A smaller building can mean fewer steps for a crew on a slammed lunch rush, but it can also mean tighter storage, less margin for error and a harder training curve when every position has to move in sync. That is the tradeoff Huey Magoo’s is making with a new freestanding drive-thru prototype that cuts ground-up development costs by about 40% and shrinks the footprint to about 1,850 square feet, plus an outdoor cooler.

The prototype, which measures 40 feet wide by 50 feet deep, is built for typical half-acre parcels, opening up sites that the company says were not practical before. It also keeps 37 indoor seats and 18 outdoor patio seats, so this is not just a takeout shell. It is a smaller restaurant built to handle dine-in, drive-thru and off-premises volume with less real estate attached to it.

AI-generated illustration
AI-generated illustration

For restaurant workers, the real question is what that means once the doors open and the tickets start stacking up. A tighter kitchen can shorten the walk from prep to expo and from the line to the drive-thru window, which can help ticket times and cut wasted motion. But it can also compress storage, limit where backup product sits and put more pressure on crew members to know the floor plan cold. In a labor market already shaped by turnover, that kind of layout can make the difference between a shift that flows and one that breaks down at the peak.

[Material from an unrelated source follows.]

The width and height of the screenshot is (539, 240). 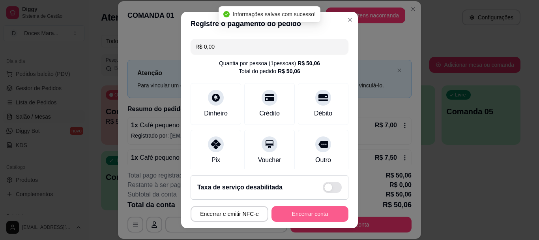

Huey Magoo’s said Melissa McCammack, the company’s director of architecture and design, created the prototype in-house. The chain said keeping architecture and design under its own roof lets it evaluate sites in real time, build test fits faster and broaden the range of locations it can pursue. That matters for franchise growth, but it also signals the labor model the brand wants to scale, one where efficiency, station discipline and communication carry as much weight as the menu itself.

Related photo
Source: hueymagoos.com

The new build follows a condensed inline prototype Huey Magoo’s introduced in July 2025, when the company said it had more than 75 locations across 12 states. The brand said that earlier compact format aimed to reduce entry costs and speed development, and that the smaller footprint could improve labor, utilities and overhead efficiency as more guests shift to online ordering and takeout. The company was founded in 2004 in Orlando, Florida, and its materials identify Andy Howard as president and CEO and Mike Sutter as COO.

Prototype Metrics
Data visualization chart

That broader backdrop matters because restaurant margins are still squeezed by labor, food, utilities and occupancy costs. The National Restaurant Association has said food and labor each account for about 33 cents of every sales dollar, which makes a 40% cut in build costs more than a real estate story. It is a bet that a smaller box can still support the same volume, with fewer wasted steps and a leaner cost structure behind the counter.